Carter, 38, has the makings of a star. He is a young, dynamic speaker. He has the potential to catch fire and become an inspirational figure to younger Democrats and to black voters in Georgia. But his campaign got off to a rough start because the state Democratic Party had been in disarray for years until a new chairman was installed last fall. Democrats are just now starting to build out a network of organizers and field staffers. It's a big reason many think Carter's 2014 run will be a good building block toward a run in 2018, as Georgia’s demographics continue to become younger and less white.

Carter's vote on the gun bill complicates his hope for a surge of popularity among Georgia Democrats, and among the many unregistered Georgians whom Democrats would hope to recruit.

The Rev. Raphael Warnock, of Ebenezer Baptist Church in Atlanta, has been a leading voice against the gun law.

“Our politicians, tragically, are owned by the gun lobby,” Warnock said this week. “We will remind them in November that they work for the people.”

The vote also has riled national Democrats, whom Carter's campaign will depend on for funding. Carter himself alluded to this during his Monday appearance on MSNBC’s “The Daily Rundown.”

“I know a lot of national Democrats and others have been upset or angry about this, and I’ve heard from a lot of them,” Carter said.

But an official at the Democratic Governors Association downplayed any significant impact on Carter’s fundraising.

“He outraised Nathan Deal 5 to 1 in the first quarter of this year," the DGA official said in an email, asking not to be identified by name in order to speak frankly about campaign strategy. "It's had less than no impact. National donors (namely in DC and NYC) want him to win, and if he took every vote they wanted him to, he would most certainly lose.”
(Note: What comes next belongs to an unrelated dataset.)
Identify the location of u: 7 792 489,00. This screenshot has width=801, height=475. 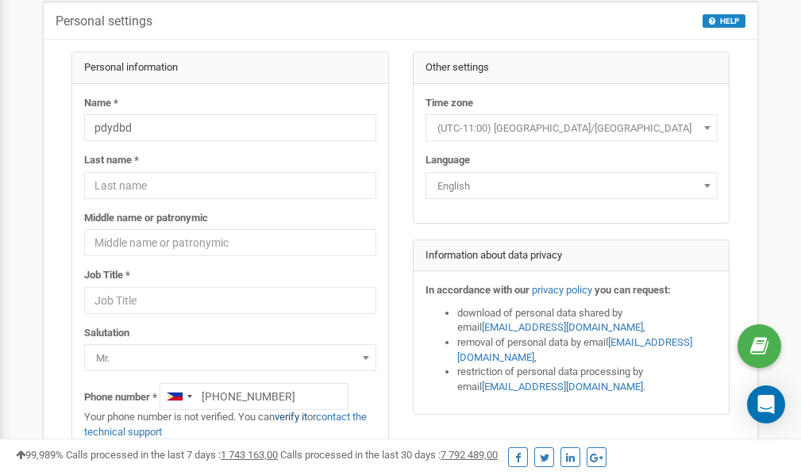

Neither Carter nor Deal could raise money directly during the legislative session, so their first quarter fundraising number was based on only 11 days at the end of March, after the session ended. Carter raised $416,000 to Deal’s $84,000, The Associated Press reported. But the governor has far more money on hand than Carter: $3.9 million to $1.6 million.

The unwelcome attention to the gun bill comes at a time when another big variable -- the Republican primary for an open U.S. Senate seat in Georgia -- is not going the way Democrats might have hoped. Rep. Paul Broun (R-Ga.) and Rep. Phil Gingrey (R-Ga.) have faded in recent polls to the back of a five-candidate pack. Both have records of controversial and provocative comments that would make them potentially galvanizing targets for Democrats, if either became the nominee. They would be running against an impressive female candidate on the Democratic side with her own famous name: Michelle Nunn, daughter of former Sen. Sam Nunn.

"What you don't want [if you're the governor] is a hot war out on your flanks,” said Chuck Clay, a former chairman of the state Republican Party. “[If] you have Paul Broun out there trying to appeal to the hardest right on social issues, religious issues, that creates a danger” for Republicans.

The governor, said Clay, would “rather not have someone out there [in the Senate race] that makes an easy target for Democrats to use as a foil to generate interest.”

The GOP primary on May 20 is likely to create a nearly two-month, two-candidate runoff, since there are five candidates and one must win at least 50 percent of the vote to claim the nomination outright. In the last month, businessman David Perdue and Rep. Jack Kingston (R-Ga) have led the handful of polls released.

The GOP primary could shift again. And minority voters in Georgia could move on and forget Carter’s vote for the gun bill.

But for the moment, both factors are going the wrong direction for Carter.